Docker Memcache Container – Fix Error Starting Userland Proxy on Port 11211

dockermemcached

I am having problems setting up memcached on my docker. I get an error when I run: docker run –name=memcache -p 11211:11211 -d memcached memcached -m 128

This is the error that comes after running the command above

docker: Error response from daemon: driver failed programming external connectivity on endpoint memcache (9f4bd30f7253ee185f6a160ef8e89d3f3c2d46f0361ec15f11a6975477c19430): Error starting userland proxy: listen tcp 0.0.0.0:11211: bind: address already in use.

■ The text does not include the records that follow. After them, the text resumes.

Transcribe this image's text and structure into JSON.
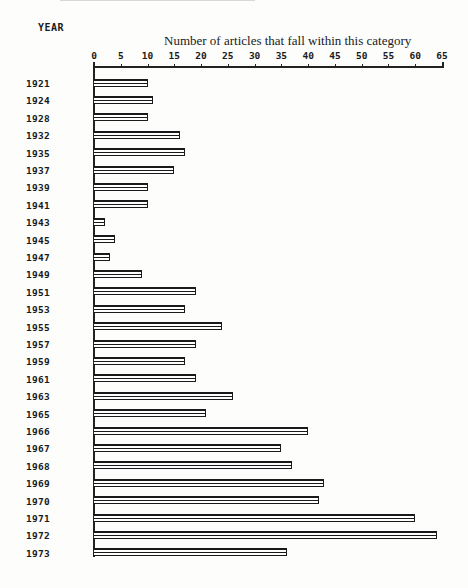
{
  "chart_data": {
    "type": "bar",
    "orientation": "horizontal",
    "title": "Number of articles that fall within this category",
    "xlabel": "Number of articles that fall within this category",
    "ylabel": "YEAR",
    "xlim": [
      0,
      65
    ],
    "x_ticks": [
      0,
      5,
      10,
      15,
      20,
      25,
      30,
      35,
      40,
      45,
      50,
      55,
      60,
      65
    ],
    "x_tick_labels": [
      "0",
      "5",
      "10",
      "15",
      "20",
      "25",
      "30",
      "35",
      "40",
      "45",
      "50",
      "55",
      "60",
      "65"
    ],
    "axis_position": "top",
    "grid": false,
    "legend": null,
    "categories": [
      "1921",
      "1924",
      "1928",
      "1932",
      "1935",
      "1937",
      "1939",
      "1941",
      "1943",
      "1945",
      "1947",
      "1949",
      "1951",
      "1953",
      "1955",
      "1957",
      "1959",
      "1961",
      "1963",
      "1965",
      "1966",
      "1967",
      "1968",
      "1969",
      "1970",
      "1971",
      "1972",
      "1973"
    ],
    "values": [
      10,
      11,
      10,
      16,
      17,
      15,
      10,
      10,
      2,
      4,
      3,
      9,
      19,
      17,
      24,
      19,
      17,
      19,
      26,
      21,
      40,
      35,
      37,
      43,
      42,
      60,
      64,
      36
    ]
  },
  "labels": {
    "ylabel": "YEAR",
    "title": "Number of articles that fall within this category"
  },
  "colors": {
    "bar_outline": "#1a1a1a",
    "bar_fill": "#ffffff",
    "background": "#fdfdfc"
  }
}
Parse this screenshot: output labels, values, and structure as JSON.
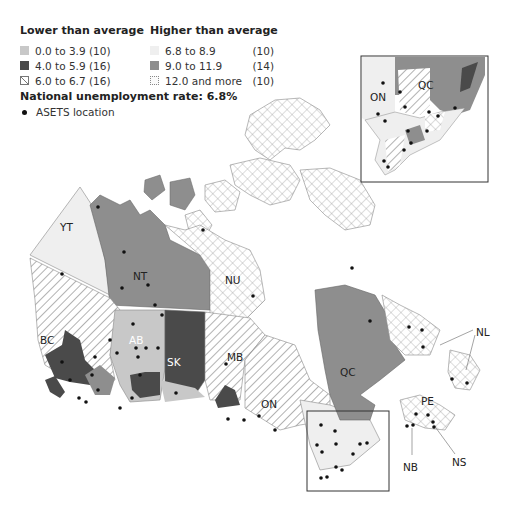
{
  "legend": {
    "lower": {
      "title": "Lower than average",
      "items": [
        {
          "range": "0.0 to 3.9",
          "count": "(10)",
          "style": "light-gray",
          "color": "#c8c8c8"
        },
        {
          "range": "4.0 to 5.9",
          "count": "(16)",
          "style": "dark-gray",
          "color": "#4a4a4a"
        },
        {
          "range": "6.0 to 6.7",
          "count": "(16)",
          "style": "diagonal-hatch",
          "color": "#ffffff"
        }
      ]
    },
    "higher": {
      "title": "Higher than average",
      "items": [
        {
          "range": "6.8 to 8.9",
          "count": "(10)",
          "style": "very-light-gray",
          "color": "#efefef"
        },
        {
          "range": "9.0 to 11.9",
          "count": "(14)",
          "style": "medium-gray",
          "color": "#8e8e8e"
        },
        {
          "range": "12.0 and more",
          "count": "(10)",
          "style": "cross-hatch",
          "color": "#ffffff"
        }
      ]
    },
    "national_rate": "National unemployment rate: 6.8%",
    "asets_label": "ASETS location"
  },
  "map": {
    "provinces": [
      {
        "code": "YT",
        "x": 60,
        "y": 227
      },
      {
        "code": "NT",
        "x": 140,
        "y": 276
      },
      {
        "code": "NU",
        "x": 232,
        "y": 280
      },
      {
        "code": "BC",
        "x": 48,
        "y": 340
      },
      {
        "code": "AB",
        "x": 136,
        "y": 340,
        "white": true
      },
      {
        "code": "SK",
        "x": 174,
        "y": 362,
        "white": true
      },
      {
        "code": "MB",
        "x": 234,
        "y": 357
      },
      {
        "code": "ON",
        "x": 268,
        "y": 404
      },
      {
        "code": "QC",
        "x": 347,
        "y": 372
      },
      {
        "code": "NL",
        "x": 480,
        "y": 332
      },
      {
        "code": "PE",
        "x": 428,
        "y": 401
      },
      {
        "code": "NB",
        "x": 410,
        "y": 467
      },
      {
        "code": "NS",
        "x": 459,
        "y": 462
      }
    ],
    "inset": {
      "labels": [
        {
          "code": "ON",
          "x": 372,
          "y": 98
        },
        {
          "code": "QC",
          "x": 419,
          "y": 88
        }
      ]
    }
  }
}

In the end it says the port chosen is taken already. So to confirm that memcached doesn't listen on any ports I ran "docker ps -a", and this was the output:

CONTAINER ID        IMAGE                 COMMAND                  CREATED             STATUS              PORTS                  NAMES
116acff4b1aa        memcached            "docker-entrypoint.s…"   10 minutes ago      Created                                    memcache
a4e1a6168bca        staticwebserver:v3   "/init.sh"               2 weeks ago         Up 16 hours         0.0.0.0:8002->80/tcp   lucid_mccarthy
a27174f8a988        staticwebserver:v3   "/init.sh"               2 weeks ago         Up 16 hours         0.0.0.0:8001->80/tcp   thirsty_shockley

As I can't see that the container(memcached) listens to any ports I wanted to see what process is already listening on port 11211. So I ran netstat -pna | grep 11211

tcp        0      0 127.0.0.1:11211         0.0.0.0:*               LISTEN      5703/memcached

Here I am confused, does memcached work? Or is something wrong?

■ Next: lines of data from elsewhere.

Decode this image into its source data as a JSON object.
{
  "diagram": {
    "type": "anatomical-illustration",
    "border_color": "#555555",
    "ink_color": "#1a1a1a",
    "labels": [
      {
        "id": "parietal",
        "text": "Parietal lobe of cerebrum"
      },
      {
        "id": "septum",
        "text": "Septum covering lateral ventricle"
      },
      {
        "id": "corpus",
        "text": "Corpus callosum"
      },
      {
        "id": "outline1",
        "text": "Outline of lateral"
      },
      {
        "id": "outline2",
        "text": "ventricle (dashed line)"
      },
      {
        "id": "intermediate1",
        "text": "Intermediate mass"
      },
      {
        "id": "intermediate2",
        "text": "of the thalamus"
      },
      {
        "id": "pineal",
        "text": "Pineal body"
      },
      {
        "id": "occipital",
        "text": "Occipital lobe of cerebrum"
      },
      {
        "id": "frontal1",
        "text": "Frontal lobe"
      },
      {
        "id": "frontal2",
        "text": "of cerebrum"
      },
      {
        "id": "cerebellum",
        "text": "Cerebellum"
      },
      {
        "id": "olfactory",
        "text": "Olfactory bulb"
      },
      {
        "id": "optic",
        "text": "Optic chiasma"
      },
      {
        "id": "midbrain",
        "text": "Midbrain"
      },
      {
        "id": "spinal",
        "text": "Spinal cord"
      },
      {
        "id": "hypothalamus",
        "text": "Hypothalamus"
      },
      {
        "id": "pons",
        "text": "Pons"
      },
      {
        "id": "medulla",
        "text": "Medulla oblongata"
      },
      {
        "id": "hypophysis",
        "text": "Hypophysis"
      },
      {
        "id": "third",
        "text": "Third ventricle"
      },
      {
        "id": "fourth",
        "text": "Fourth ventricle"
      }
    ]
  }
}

I tried to kill the deamon, but it pops up again the second I kill it.

Best Answer

You appear to be running an instance of memcached outside of a container on the same port. You'll need to either stop that outside instance, or pick a different port to publish n the host. For stopping the outside instance, that depends on how you've been starting it, perhaps it's in systemd. You can work from the process id and look for parent pids until you find what's starting it, or pull up the process tree with ps axjf.